Currently there is little identity authentication on campaign websites. They ask for your name and address before you pay with something like paypal, but there is no means of verification.


Actually, they have to report these donations to the Federal Elections Commission (fec.gov) on a quarterly basis, even if there have been no donations for that quarter. Further there is a pretty sizable body of law around the funding received for the obvious reason that it's a tempting target for corruption.

When I was considering my run for Congress, one piece of advice I got for "free" from a guy who I had talked to about running campaigns, was to be sure I had a good idea about who everyone was that was giving me money. That had to be reported and if it turned out a law was violated it was on the candidate, not the donor in terms of consequences.
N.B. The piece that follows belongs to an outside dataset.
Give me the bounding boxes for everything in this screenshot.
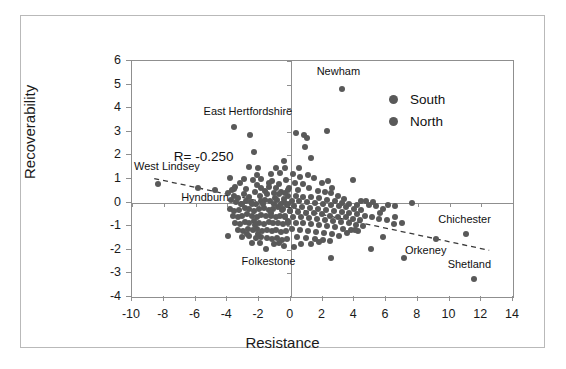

According to this guy, there were candidates who got "derailed" by opponents who arranged a big donation to be made, hoping that it would be accepted and not tracked down. Then leaking the existence of that donation to the FEC who would put the hapless candidate under investigation (and out of the race) until the investigation was resolved. This adviser suggested that politicians were despised for the same reason that used car salespeople get despised, and that was because too many of them had no morals preventing them from making progress at your expense.

Anyway, I think it is useful for the Bitcoin community to educate various politicians about what Bitcoin is, but I expect the best they can hope to do is keep them from acting directly against its interests. Getting actual support would be quite hard for a currency whose primary driver seems to be crime syndicates.


Yes, they report the information you give them on the form on their website. The form of payment shouldn't matter. You can authentic identity on a bitcoin transaction as on any other transaction if you choose to. Generate a unique address for each transaction and the bookkeeping is easy.